Unidentified gunmen opened fire at an election campaign rally in the Sri Lankan capital Colombo on Friday, killing a woman and wounding at least 12 people, police said.
The attackers sprayed bullets into the crowd just after Finance Minister Ravi Karunanayake left the venue, marking the first major violence ahead of the August 17 parliamentary elections.
"The gunmen travelled in two vehicles and escaped in the same vehicles after the shooting spree," police spokesman Ruwan Gunasekera told AFP.
"A woman was killed and 12 wounded persons have been admitted to the Colombo National hospital."
Hospital sources said two of the victims were in a "very critical" condition.
Investigators cordoned off the Bloemendhal area where the shooting took place and launched a search for the two getaway vehicles, Gunasekera said.
Prime Minister Ranil Wickremesinghe's deputy Harsha de Silva expressed shock and vowed not to allow a return to violence.
"I'm in shock and in disbelief at the shooting incident at (finance minister) Ravi's event," de Silva said on Twitter.
"No one will be allowed to reverse what we achieved on 8th January," he said, referring to new President Maithripala Sirisena's election.
The 52-year-old finance minister is from the ruling United National Party (UNP), which backed Maithripala Sirisena in January's presidential election.
Soon after assuming office, Sirisena invited the UNP to form a minority government after sacking the administration of former president Mahinde Rajapakse.
Election monitors also expressed surprise at the shooting in Colombo, where security is tight and campaigning had been mostly peaceful.
Some 70 international election observers are monitoring the poll campaign ahead of the August vote.
"We are puzzled by this latest turn of events in Colombo because so far it has been relatively calm and even the level of violence in other areas has been very low," said Keerthi Tennakoon, head of the Campaign for Free and Fair Elections (CaFFE).
The CaFFE said there had been about 55 clashes since Sirisena sacked parliament on June 26 and called general elections nearly a year ahead of schedule.
Election Commissioner Mahinda Deshapriya has said he will strictly enforce poll laws and has pledged to ensure a free and fair vote in August.
Next month's election will be the first since a recent constitutional amendment gave the commissioner greater powers to run the process independently.
Almost all previous elections have been marred by allegations that government workers colluded with the party in power to give them an undue advantage in the polls.
Ahead of January's presidential poll, which ousted Rajapakse after a decade in power, Deshapriya had ordered police to "shoot in the head" anyone trying to disrupt the vote.
In the end the January 8 election was relatively peaceful although one drive-by shooting killed a supporter of Sirisena.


THE TASK »
Which lines run from the line with "Resolution: width=768, height=1024." to the end of the entries? Write out exactly those, leaving out the pictures.

RECORDS TO USE »
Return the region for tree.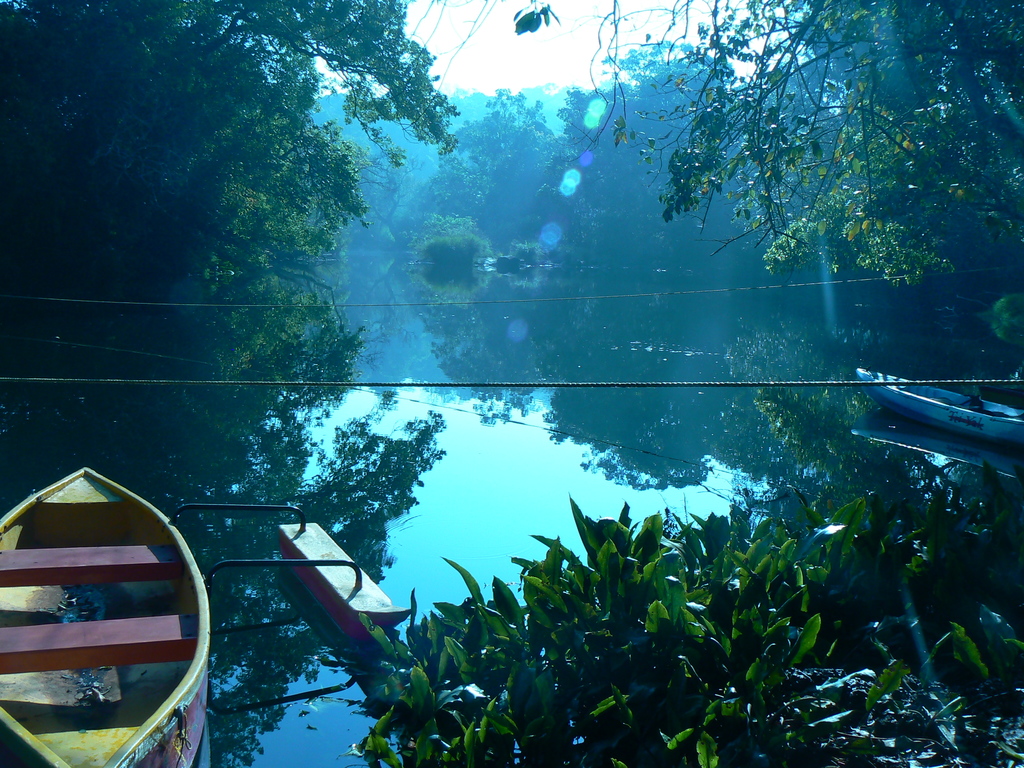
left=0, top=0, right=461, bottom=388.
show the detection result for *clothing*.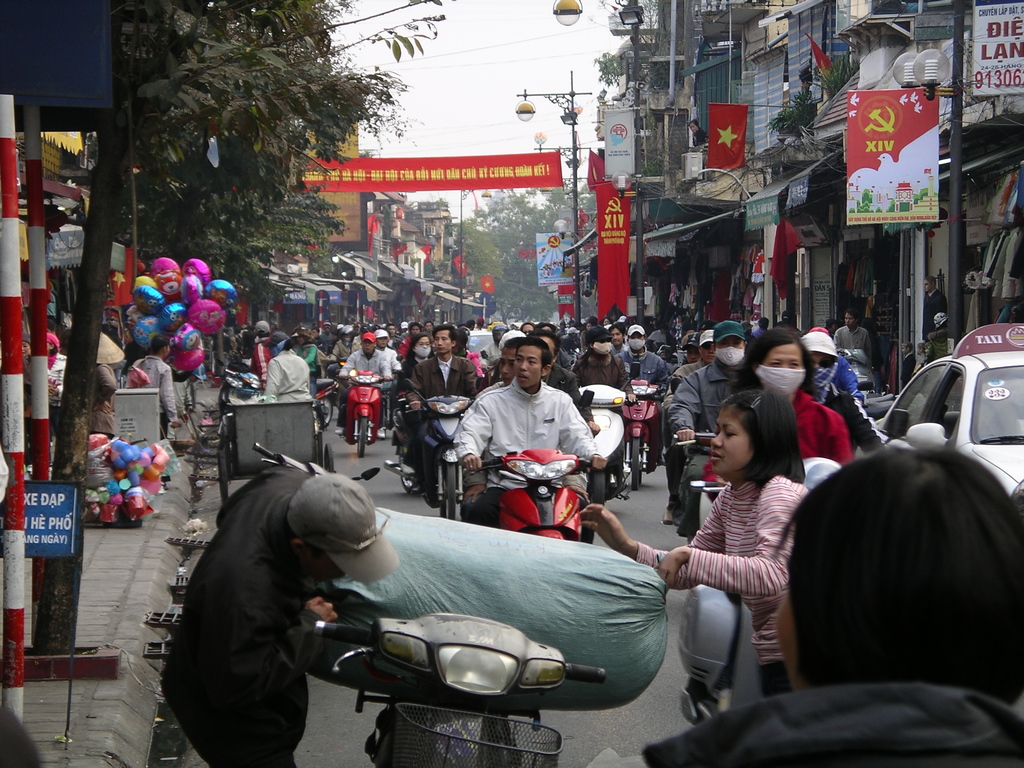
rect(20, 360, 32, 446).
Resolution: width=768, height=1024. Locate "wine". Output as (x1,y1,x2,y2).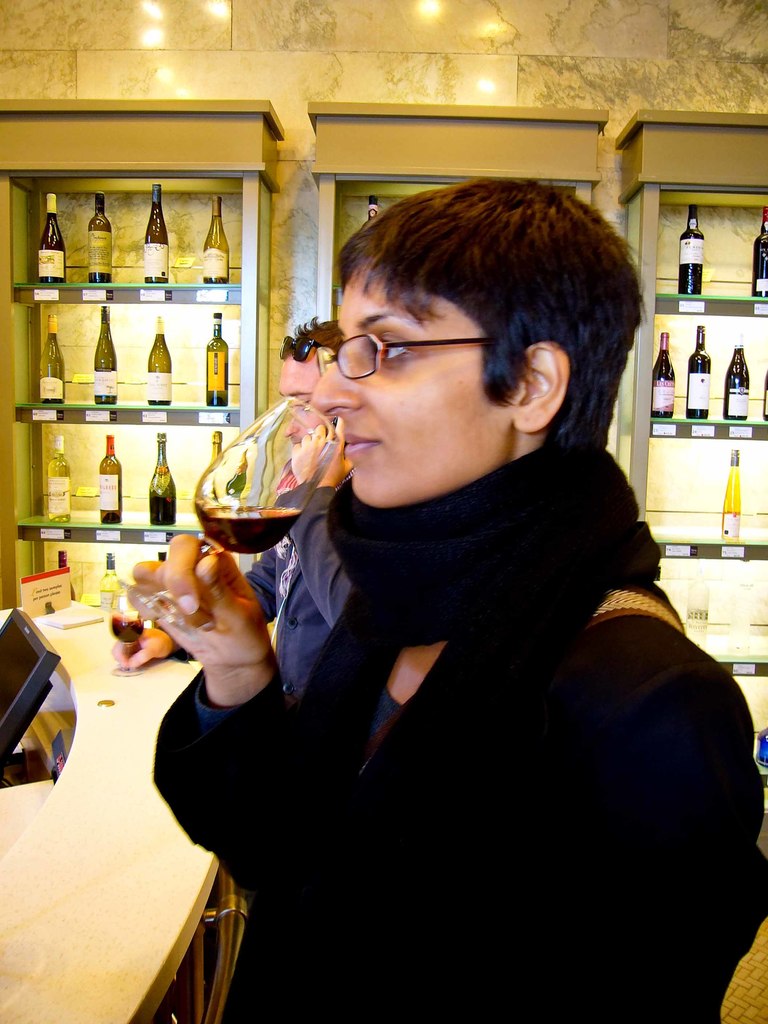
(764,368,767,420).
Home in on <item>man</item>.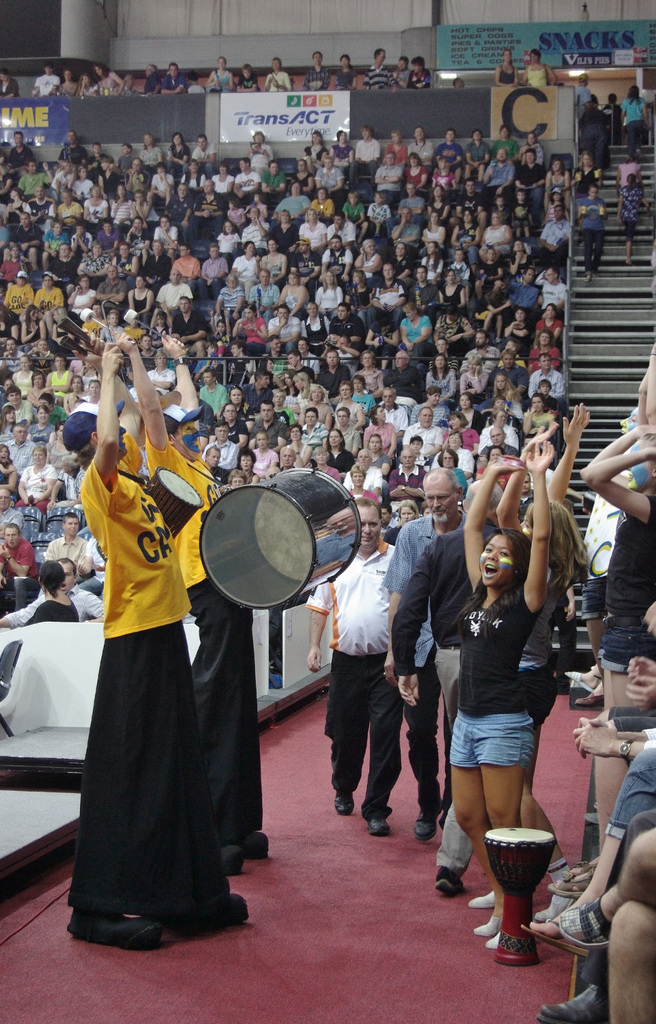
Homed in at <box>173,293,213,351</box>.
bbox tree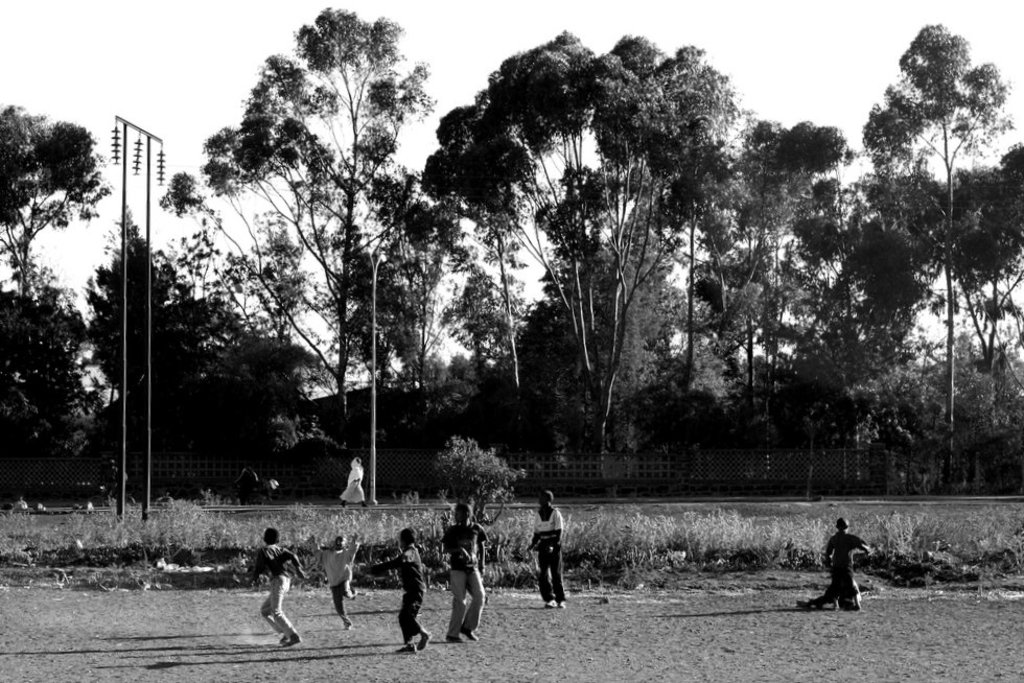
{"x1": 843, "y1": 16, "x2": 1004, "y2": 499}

WRITTEN REPLY »
Resolution: width=768, height=1024. Locate "wine". Output as (x1,y1,x2,y2).
(764,368,767,420).
Home in on <item>man</item>.
Homed in at <box>173,293,213,351</box>.
bbox tree
{"x1": 843, "y1": 16, "x2": 1004, "y2": 499}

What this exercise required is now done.